LINGUISTS OF THE TELEPHONE
Switchboard girls at the International Telephono Exchange in London arc up in arms at tho implication that all they know^ of foreign languages is just enough-, to repeat numbers and a few well-worn phrases, such as "Number engaged" arid "Sorry you have been troubled."
"Temps Perdu," who wrote in a letter to the editor of the "Daily Telegraph" that he doubted tho ability of ♦>'£ operators in the international exchange, to talk in. a foreign language on a wide variety of subjects outside the scope of their work, is invited, writes a contributor to that paper, to pay an informal visit to the Geneva Post Office and talk to the girls on any topic he chooses. They guarantee to be able to ."stump" him on the very latest colloquialisms.
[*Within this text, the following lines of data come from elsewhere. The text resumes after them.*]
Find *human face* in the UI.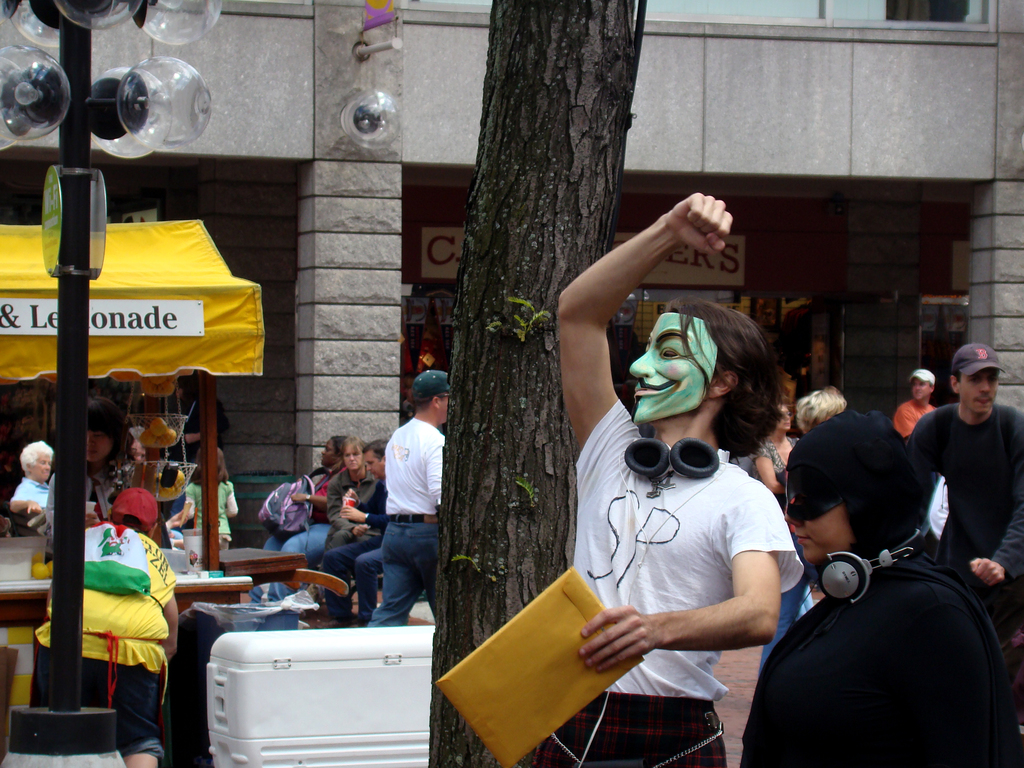
UI element at bbox=(775, 403, 791, 432).
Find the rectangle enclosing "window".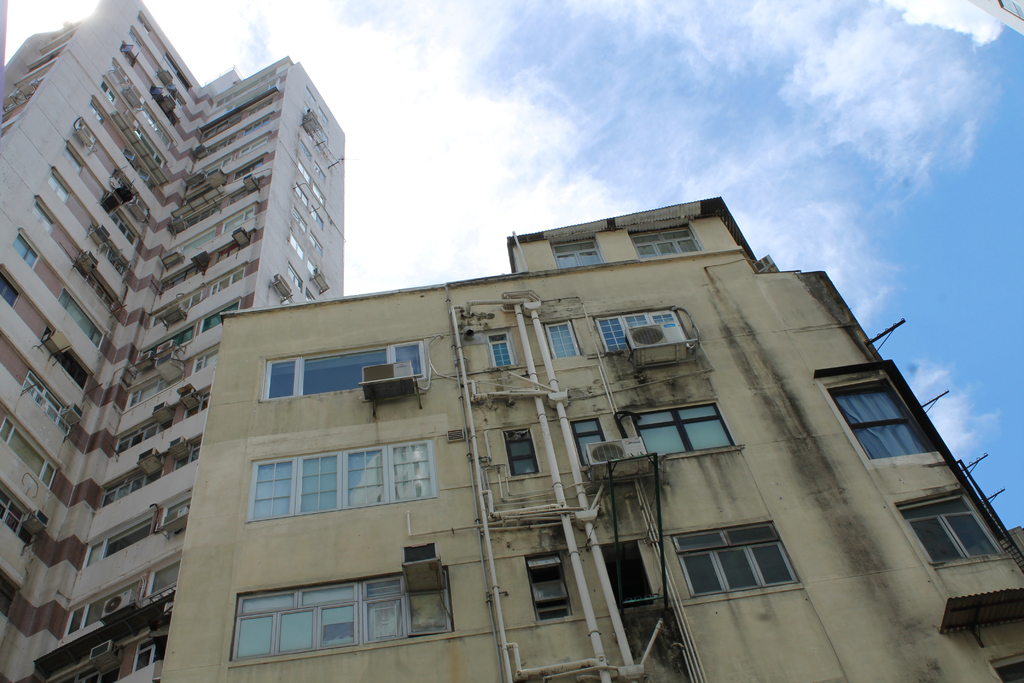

I visited the exchange myself iocently and found that thero are 200 of these girls. All of them can speak fluent and colloquial French and German. Many of them, speak Spanish and Italian. Their accent i 3 almost flawless.
When the Prince of Wales visited the fr.P.O. at the opening of the international exchange in May last year ho
spoke to one of the operators in Spanish (a language.which tho Princo is known to speak fluently) and congratulated her on her command of the tongue.
There is a general impression that the switchboard girls are drawn from national exchanges and taught just enough of French and German to enable them to cope with telephone traffic. Actually the Post Office chooses the girls because of their knowledge of languages. Most of them were educated in the countries whose languages they speak.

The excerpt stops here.